Wednesday, November 08, 2006

Playing in the Sand

Just got back from a week in Kuwait upgrading our database down there from 9i to 10g and upgrading our ESRI from 9.0 to 9.1.

I must say upgrading Oracle9i to 10g on a Sun Solaris 10 OS is the most easiest and painless install I’ve ever done. I found out on our Dev box that trying to put 10g on Solaris 8 was like trying to put a square peg in a round hole. Luckily, I got our UNIX admin on board with upgrading all of our servers to Solaris 10 before I started my production upgrade festivities.

When I got down there we had one database serving up maps and vehicle tracking data. All the tracking data is OLTP oriented and the maps are nothing but a bunch of blobs. The user has the ability to see maps by themselves and vehicle information (text) by itself. The user also has the ability to see maps and the vehicle data at the same time.

The server has plenty of horsepower and space so I decided to break the database into two. I created another database and put the maps on it. I configured it for bulk stuff .One other thing I did was, we have a particular map that automatically loads up when a user first accesses the webpage, I threw that in to the keep pool. Performance is very nice. It’s so refreshing when you have a database configured correctly for the environment it supports.

8 comments:

Anonymous said...

Just call me confused because I thought that in another posting you said that your company is migrating all your solaris oracle databases to linux?

Jeff Hunter said...

John Hurley said...

Just call me confused because I thought that in another posting you said that your company is migrating all your solaris oracle databases to linux?

OK, confused, this is the way it is. This is the "So What Co-operative" where self-proclaimed experts from around the globe chime in on all matters IT. While I may be running away from Solaris, that doesn't mean everybody in the world has seen the light yet. ;)

OracleDoc said...

Hey Man I never professed to be an "expert". I'm far from it. Ones actions or inactions speak for their ability.

That just irks me all kinds of ways when someone professes to be an "expert" on something. But that's another subject that has been beaten like [insert colorful simile here].

Jeff Hunter said...

OK, make that "Jeff Proclaimed experts"....

Noons said...

oradoc dude:
is that system in iraq in any way related to tbmcs or atccis?

OracleDoc said...

Hey Noons,
I don't have a system in Iraq, it's in Kuwait and I have no idea what those acronyms stand for :(

Noons said...

sorry, I meant Kuwait.
It's just that by the descriptions they sounded similar to something I know is being used there.

Anonymous said...

Sorry didn't apparently see the bottom of the posting where the author was noted.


What you are asked to do => Search the records below for the word "australia", then return every line where it appears.

Information provided =>
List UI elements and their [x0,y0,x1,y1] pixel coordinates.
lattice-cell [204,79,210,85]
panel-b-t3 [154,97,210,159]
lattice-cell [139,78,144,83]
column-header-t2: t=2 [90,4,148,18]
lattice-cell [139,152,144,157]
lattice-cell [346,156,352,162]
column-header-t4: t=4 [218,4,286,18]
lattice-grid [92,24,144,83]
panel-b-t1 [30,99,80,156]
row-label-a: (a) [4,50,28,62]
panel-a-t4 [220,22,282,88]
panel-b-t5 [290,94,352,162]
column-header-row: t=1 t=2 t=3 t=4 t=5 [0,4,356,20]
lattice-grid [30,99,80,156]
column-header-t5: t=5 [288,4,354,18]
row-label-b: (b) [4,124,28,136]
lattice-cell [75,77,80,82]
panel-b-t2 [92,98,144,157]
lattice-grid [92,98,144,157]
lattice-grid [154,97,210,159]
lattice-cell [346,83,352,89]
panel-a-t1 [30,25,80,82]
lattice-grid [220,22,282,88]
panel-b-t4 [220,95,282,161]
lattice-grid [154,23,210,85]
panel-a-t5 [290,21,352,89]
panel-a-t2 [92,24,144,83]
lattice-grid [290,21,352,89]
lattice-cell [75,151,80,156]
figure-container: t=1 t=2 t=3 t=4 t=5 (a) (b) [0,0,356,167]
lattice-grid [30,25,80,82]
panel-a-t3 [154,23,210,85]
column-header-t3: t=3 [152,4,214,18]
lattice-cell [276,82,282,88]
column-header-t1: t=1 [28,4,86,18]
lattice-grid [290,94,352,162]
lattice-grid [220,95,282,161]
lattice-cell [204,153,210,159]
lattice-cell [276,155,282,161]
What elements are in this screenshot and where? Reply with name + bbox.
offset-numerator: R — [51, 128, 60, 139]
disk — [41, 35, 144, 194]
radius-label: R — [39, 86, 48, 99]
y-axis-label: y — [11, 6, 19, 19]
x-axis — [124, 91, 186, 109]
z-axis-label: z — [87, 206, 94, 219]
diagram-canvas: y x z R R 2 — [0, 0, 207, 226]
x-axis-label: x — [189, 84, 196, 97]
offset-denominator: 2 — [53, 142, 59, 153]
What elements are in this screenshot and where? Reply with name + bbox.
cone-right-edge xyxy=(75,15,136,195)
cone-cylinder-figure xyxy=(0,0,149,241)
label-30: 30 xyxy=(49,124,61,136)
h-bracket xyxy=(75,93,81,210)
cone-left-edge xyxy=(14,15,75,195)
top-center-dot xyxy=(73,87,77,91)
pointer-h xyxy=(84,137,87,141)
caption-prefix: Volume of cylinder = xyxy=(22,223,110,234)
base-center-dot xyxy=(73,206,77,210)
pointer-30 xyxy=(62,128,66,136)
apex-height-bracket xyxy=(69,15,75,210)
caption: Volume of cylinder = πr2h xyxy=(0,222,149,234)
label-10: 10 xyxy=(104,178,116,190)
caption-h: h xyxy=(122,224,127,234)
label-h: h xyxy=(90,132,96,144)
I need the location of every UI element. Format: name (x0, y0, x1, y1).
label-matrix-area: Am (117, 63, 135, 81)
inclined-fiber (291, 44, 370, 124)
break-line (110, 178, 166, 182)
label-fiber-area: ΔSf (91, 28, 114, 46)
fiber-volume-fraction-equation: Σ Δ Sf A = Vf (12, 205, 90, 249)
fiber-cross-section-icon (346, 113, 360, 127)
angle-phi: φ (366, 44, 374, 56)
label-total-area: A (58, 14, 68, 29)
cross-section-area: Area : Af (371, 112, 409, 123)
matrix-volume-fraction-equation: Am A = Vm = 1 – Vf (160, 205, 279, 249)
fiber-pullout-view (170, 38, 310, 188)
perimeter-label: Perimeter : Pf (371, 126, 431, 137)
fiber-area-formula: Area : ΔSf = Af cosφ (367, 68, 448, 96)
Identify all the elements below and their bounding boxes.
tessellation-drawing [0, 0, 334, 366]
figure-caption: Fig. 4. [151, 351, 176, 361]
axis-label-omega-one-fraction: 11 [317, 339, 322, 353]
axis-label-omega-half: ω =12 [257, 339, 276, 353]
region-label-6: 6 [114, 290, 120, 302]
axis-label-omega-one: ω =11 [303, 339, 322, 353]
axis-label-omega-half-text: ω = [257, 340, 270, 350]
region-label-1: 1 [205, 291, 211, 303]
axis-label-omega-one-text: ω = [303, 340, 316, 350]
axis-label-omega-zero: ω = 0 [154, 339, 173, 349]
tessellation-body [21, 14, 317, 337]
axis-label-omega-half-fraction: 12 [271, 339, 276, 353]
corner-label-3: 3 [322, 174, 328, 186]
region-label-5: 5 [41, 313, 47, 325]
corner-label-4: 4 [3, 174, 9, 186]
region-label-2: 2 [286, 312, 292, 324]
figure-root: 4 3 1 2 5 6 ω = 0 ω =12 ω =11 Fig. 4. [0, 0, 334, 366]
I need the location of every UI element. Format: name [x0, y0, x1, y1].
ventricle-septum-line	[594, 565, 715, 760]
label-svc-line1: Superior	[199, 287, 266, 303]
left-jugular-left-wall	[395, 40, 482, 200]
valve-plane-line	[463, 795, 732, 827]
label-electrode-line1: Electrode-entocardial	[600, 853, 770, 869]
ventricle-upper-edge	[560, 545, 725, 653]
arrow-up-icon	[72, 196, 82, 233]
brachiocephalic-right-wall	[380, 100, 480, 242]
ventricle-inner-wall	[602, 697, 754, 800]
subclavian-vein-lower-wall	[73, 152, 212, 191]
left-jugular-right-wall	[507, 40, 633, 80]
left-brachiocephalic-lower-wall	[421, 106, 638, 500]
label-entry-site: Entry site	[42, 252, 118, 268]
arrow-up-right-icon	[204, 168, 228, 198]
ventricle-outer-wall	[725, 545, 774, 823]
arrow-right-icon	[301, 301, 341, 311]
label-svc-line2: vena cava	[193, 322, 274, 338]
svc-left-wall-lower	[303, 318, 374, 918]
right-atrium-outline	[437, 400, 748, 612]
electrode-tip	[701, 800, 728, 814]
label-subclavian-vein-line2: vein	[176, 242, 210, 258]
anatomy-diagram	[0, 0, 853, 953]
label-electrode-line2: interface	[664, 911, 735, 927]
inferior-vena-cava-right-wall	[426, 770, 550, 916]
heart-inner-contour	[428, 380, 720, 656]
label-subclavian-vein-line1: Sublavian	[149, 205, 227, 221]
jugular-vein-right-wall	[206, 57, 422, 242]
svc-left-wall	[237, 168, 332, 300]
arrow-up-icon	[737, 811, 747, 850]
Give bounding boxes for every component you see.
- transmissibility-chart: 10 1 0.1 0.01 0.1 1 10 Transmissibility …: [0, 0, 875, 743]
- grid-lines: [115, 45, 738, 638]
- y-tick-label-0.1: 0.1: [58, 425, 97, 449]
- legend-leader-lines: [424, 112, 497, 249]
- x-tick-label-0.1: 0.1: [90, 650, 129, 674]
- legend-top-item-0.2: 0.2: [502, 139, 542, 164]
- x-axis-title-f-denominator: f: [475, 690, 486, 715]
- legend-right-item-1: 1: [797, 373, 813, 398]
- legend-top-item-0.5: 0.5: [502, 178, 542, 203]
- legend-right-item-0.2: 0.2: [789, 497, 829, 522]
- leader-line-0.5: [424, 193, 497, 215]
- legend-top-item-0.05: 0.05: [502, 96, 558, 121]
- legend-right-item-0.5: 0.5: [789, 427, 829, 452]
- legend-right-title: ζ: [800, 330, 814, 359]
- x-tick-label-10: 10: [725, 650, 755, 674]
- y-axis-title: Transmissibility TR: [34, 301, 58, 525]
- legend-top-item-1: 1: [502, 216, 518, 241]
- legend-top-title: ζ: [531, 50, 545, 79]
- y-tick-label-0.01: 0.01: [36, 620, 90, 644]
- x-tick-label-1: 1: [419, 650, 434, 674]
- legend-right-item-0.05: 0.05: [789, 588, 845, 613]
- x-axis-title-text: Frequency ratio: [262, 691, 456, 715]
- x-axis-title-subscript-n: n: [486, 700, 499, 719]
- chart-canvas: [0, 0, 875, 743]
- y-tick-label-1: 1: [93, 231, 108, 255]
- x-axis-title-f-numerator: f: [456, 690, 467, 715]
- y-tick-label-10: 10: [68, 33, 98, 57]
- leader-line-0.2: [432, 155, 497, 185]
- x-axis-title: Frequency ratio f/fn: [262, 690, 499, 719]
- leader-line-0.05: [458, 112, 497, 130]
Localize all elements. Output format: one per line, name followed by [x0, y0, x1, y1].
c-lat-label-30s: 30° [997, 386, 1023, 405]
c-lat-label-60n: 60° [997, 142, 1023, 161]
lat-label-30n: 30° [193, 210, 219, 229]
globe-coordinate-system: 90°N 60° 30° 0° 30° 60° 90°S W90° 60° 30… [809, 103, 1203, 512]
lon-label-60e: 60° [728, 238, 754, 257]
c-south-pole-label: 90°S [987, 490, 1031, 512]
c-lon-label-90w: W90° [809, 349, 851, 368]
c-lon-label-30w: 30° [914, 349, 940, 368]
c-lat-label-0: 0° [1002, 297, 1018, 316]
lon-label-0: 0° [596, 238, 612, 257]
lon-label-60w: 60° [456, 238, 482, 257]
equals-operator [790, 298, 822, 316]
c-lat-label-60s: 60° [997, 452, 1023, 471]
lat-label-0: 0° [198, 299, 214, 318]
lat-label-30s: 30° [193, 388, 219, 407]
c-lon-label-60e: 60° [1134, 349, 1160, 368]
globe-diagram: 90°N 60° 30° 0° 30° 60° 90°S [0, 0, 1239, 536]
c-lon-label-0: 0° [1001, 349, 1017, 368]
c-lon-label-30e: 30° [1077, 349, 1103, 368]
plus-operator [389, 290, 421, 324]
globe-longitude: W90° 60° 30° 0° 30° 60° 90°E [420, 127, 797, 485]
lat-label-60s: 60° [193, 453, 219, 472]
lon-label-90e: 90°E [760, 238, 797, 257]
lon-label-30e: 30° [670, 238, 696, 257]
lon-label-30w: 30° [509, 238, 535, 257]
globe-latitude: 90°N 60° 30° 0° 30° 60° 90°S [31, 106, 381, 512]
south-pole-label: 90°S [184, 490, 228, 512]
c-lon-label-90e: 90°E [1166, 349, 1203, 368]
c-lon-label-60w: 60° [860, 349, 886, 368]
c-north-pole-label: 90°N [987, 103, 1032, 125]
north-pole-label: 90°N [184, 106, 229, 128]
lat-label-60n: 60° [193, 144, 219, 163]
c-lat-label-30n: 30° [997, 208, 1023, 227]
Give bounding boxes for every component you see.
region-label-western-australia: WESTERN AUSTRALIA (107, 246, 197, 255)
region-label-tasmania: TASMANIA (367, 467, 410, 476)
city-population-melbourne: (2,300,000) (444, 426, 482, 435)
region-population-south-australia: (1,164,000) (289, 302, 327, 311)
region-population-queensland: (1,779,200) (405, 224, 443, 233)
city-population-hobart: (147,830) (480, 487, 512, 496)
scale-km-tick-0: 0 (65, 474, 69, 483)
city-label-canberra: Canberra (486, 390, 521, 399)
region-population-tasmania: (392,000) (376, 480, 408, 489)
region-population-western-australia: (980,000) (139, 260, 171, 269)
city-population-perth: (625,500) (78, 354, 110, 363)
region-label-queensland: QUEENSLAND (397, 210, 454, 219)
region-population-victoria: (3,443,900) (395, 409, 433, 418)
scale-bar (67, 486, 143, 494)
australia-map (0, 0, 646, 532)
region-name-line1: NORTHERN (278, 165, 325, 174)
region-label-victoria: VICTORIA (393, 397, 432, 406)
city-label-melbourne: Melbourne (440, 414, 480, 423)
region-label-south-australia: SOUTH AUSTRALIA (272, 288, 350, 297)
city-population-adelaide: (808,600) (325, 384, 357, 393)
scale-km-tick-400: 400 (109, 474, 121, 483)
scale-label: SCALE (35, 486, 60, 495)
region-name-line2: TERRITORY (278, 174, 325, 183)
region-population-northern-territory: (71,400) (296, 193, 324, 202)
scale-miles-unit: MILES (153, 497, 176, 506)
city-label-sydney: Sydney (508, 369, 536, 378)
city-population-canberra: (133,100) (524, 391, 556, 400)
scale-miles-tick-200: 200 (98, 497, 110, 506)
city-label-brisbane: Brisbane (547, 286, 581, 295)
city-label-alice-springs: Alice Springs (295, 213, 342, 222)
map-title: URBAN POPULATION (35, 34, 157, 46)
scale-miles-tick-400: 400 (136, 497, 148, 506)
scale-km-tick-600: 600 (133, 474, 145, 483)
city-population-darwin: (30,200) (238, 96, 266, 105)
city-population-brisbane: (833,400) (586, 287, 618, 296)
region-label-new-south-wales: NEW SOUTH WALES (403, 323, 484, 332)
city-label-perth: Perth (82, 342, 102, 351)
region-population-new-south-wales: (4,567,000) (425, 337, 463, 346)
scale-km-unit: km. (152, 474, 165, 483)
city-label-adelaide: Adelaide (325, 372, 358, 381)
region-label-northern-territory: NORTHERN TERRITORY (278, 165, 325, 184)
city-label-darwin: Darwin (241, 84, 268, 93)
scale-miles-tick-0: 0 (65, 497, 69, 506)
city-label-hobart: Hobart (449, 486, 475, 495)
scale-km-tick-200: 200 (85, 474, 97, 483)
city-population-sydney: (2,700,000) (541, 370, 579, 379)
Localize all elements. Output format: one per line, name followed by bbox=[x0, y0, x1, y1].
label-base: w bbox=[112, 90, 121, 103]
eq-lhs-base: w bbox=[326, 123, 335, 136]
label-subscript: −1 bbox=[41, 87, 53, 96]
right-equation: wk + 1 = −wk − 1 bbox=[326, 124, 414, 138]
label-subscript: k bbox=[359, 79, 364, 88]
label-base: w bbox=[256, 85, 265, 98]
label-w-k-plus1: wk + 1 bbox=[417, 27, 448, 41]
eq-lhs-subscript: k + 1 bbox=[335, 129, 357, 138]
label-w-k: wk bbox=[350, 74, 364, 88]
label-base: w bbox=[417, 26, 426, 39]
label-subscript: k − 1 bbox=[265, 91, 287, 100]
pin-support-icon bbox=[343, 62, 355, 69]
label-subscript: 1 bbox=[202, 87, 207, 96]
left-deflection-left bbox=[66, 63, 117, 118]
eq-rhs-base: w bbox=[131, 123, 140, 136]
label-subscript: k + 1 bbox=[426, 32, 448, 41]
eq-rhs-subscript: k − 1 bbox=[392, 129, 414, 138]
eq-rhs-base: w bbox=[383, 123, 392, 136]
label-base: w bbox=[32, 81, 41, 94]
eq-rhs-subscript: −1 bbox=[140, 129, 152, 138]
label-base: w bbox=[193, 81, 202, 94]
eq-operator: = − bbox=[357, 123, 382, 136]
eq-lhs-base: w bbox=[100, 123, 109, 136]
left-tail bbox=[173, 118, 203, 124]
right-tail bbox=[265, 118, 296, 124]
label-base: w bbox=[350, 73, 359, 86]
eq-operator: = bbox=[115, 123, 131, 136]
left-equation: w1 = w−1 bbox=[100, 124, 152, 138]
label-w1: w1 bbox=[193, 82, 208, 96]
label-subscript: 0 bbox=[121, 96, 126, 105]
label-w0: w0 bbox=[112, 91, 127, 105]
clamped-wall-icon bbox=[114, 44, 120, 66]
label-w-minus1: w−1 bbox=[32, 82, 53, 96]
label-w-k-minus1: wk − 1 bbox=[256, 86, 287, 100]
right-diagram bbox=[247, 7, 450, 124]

Answer section =>
region-label-western-australia: WESTERN AUSTRALIA (107, 246, 197, 255)
region-population-south-australia: (1,164,000) (289, 302, 327, 311)
region-population-western-australia: (980,000) (139, 260, 171, 269)
australia-map (0, 0, 646, 532)
region-label-south-australia: SOUTH AUSTRALIA (272, 288, 350, 297)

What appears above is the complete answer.